YOUR INSTRUCTIONS :: Write the data out again, word for word.

Collected data entries:
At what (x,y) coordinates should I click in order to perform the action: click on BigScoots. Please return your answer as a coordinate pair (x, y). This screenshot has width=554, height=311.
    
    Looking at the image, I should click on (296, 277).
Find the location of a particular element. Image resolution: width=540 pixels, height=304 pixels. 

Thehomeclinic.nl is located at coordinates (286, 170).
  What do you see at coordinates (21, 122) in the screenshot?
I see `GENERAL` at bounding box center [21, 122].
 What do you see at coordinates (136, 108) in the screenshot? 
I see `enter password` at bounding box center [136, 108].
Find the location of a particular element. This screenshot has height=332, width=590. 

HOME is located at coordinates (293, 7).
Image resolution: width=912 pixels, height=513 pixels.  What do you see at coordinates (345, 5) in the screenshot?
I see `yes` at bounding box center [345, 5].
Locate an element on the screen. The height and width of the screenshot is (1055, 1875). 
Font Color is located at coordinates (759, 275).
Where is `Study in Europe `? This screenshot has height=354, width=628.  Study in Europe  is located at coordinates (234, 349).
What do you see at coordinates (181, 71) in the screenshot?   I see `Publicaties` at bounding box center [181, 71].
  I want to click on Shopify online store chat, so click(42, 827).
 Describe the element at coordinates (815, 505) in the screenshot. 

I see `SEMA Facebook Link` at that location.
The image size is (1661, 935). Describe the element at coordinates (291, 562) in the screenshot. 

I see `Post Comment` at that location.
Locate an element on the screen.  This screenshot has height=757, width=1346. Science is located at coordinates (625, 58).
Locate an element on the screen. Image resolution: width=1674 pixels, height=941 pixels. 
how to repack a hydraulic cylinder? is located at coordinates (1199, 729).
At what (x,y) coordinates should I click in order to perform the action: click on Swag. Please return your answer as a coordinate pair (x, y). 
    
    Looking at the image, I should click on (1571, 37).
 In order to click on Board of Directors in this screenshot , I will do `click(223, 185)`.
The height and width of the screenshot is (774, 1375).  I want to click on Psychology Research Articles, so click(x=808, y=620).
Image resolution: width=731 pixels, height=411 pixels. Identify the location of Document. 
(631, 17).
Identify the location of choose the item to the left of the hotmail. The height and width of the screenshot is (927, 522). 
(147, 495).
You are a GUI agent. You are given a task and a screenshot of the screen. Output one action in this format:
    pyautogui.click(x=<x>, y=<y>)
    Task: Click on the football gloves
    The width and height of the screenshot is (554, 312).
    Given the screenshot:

RESPONSE ::
At what (x,y) coordinates should I click in order to perform the action: click on BigScoots. Please return your answer as a coordinate pair (x, y). This screenshot has width=554, height=311.
    
    Looking at the image, I should click on (296, 277).
Find the location of a particular element. Image resolution: width=540 pixels, height=304 pixels. 

Thehomeclinic.nl is located at coordinates (286, 170).
  What do you see at coordinates (21, 122) in the screenshot?
I see `GENERAL` at bounding box center [21, 122].
 What do you see at coordinates (136, 108) in the screenshot? 
I see `enter password` at bounding box center [136, 108].
Find the location of a particular element. This screenshot has height=332, width=590. 

HOME is located at coordinates (293, 7).
Image resolution: width=912 pixels, height=513 pixels.  What do you see at coordinates (345, 5) in the screenshot?
I see `yes` at bounding box center [345, 5].
Locate an element on the screen. The height and width of the screenshot is (1055, 1875). 
Font Color is located at coordinates (759, 275).
Where is `Study in Europe `? This screenshot has height=354, width=628.  Study in Europe  is located at coordinates (234, 349).
What do you see at coordinates (181, 71) in the screenshot?   I see `Publicaties` at bounding box center [181, 71].
  I want to click on Shopify online store chat, so click(42, 827).
 Describe the element at coordinates (815, 505) in the screenshot. 

I see `SEMA Facebook Link` at that location.
The image size is (1661, 935). Describe the element at coordinates (291, 562) in the screenshot. 

I see `Post Comment` at that location.
Locate an element on the screen.  This screenshot has height=757, width=1346. Science is located at coordinates (625, 58).
Locate an element on the screen. Image resolution: width=1674 pixels, height=941 pixels. 
how to repack a hydraulic cylinder? is located at coordinates (1199, 729).
At what (x,y) coordinates should I click in order to perform the action: click on Swag. Please return your answer as a coordinate pair (x, y). 
    
    Looking at the image, I should click on (1571, 37).
 In order to click on Board of Directors in this screenshot , I will do `click(223, 185)`.
The height and width of the screenshot is (774, 1375).  I want to click on Psychology Research Articles, so click(x=808, y=620).
Image resolution: width=731 pixels, height=411 pixels. Identify the location of Document. 
(631, 17).
Identify the location of choose the item to the left of the hotmail. The height and width of the screenshot is (927, 522). 
(147, 495).
You are a GUI agent. You are given a task and a screenshot of the screen. Output one action in this format:
    pyautogui.click(x=<x>, y=<y>)
    Task: Click on the football gloves
    The width and height of the screenshot is (554, 312).
    Given the screenshot:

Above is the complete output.